Community Corner

Vision Takes Shape For Bethesda Intelligence Community Campus

Federal officials will detail design elements of the re-designed federal facility on Sangamore Road Thursday evening.

Thursday evening, officials with the Army Corps of Engineers are set to detail design elements and a construction timeline for the Intelligence Community Campus being developed on Bethesda's Sangamore Road.

The federal facility is the former site of the National Geospatial-Intelligence Agency. NGIA employees were transferred in to Virginia in 2011 as a part of the federally mandated Base Realignment and Closure (BRAC) process.

About 3,000 intelligence workers —about the same number of employees that worked at NGIA—are expected to work at the campus, which is being developed by the Army Corps and the Defense Intelligence Agency.

Find out what's happening in Bethesda-Chevy Chasewith free, real-time updates from Patch.

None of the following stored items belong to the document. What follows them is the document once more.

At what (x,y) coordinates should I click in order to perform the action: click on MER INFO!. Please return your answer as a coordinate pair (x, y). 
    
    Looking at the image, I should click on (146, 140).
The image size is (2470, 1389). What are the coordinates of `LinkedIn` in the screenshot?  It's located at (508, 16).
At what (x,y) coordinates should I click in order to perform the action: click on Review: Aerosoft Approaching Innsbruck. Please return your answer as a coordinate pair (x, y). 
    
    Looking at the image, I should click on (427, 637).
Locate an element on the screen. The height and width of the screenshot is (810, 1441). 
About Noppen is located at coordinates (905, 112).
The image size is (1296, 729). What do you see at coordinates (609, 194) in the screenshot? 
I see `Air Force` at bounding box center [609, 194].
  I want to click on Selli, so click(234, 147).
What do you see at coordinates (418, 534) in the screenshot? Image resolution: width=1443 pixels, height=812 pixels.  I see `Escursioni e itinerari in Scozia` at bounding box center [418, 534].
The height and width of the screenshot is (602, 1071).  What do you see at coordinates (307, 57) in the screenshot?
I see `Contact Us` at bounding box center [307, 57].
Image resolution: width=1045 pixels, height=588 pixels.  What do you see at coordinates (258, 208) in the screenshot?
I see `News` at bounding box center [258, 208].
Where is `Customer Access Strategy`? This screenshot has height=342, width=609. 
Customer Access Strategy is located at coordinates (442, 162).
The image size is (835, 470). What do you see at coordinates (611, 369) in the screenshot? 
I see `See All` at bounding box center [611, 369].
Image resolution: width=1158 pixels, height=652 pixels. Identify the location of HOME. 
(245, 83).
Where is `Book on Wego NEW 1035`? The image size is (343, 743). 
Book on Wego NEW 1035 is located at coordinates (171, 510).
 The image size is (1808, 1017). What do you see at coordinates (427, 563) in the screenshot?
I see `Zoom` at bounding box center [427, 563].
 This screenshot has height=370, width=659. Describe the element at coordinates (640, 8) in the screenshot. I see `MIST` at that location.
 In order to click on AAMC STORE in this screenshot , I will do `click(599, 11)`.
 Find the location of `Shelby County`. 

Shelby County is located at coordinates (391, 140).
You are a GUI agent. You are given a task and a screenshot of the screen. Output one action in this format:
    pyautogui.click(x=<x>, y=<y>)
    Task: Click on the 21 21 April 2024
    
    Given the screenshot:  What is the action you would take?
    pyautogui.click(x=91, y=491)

According to the Army Corps of Engineers project website:

The redevelopment is necessary because: 1) there is a shortage of secured administrative building space in the Washington National Capital area; 2) a shared intelligence community campus supports congressional desires for a collaborative community environment and the consolidation of an intelligence community facility strategy; and 3) it supports the reuse of existing government facilities.

Find out what's happening in Bethesda-Chevy Chasewith free, real-time updates from Patch.

The re-development plan calls for removing one of the site's four buildings and combining the remaining three buildings into one facility, according to the site.

Original designs for the who raised concerns about the massing of a parking structure, tree-cutting, traffic, and potential impacts on Potomac River views.

Neighbors were pleased after viewing the new concept in November, Bethesda Now reported, saying the building was better integrated into the wooded setting -- the site borders National Park Service property -- and that the parking structure was well-landscaped.

The updated site renderings (attached) that will be presented Thursday haven't changed since the November meeting, according to Ashley Williams of the Army Corps of Engineers. However, officials will outline "more design specifics and path forward for construction," Williams wrote in an e-mail to Patch.

The meeting is set for 7 p.m. Thursday at the Washington Waldorf School.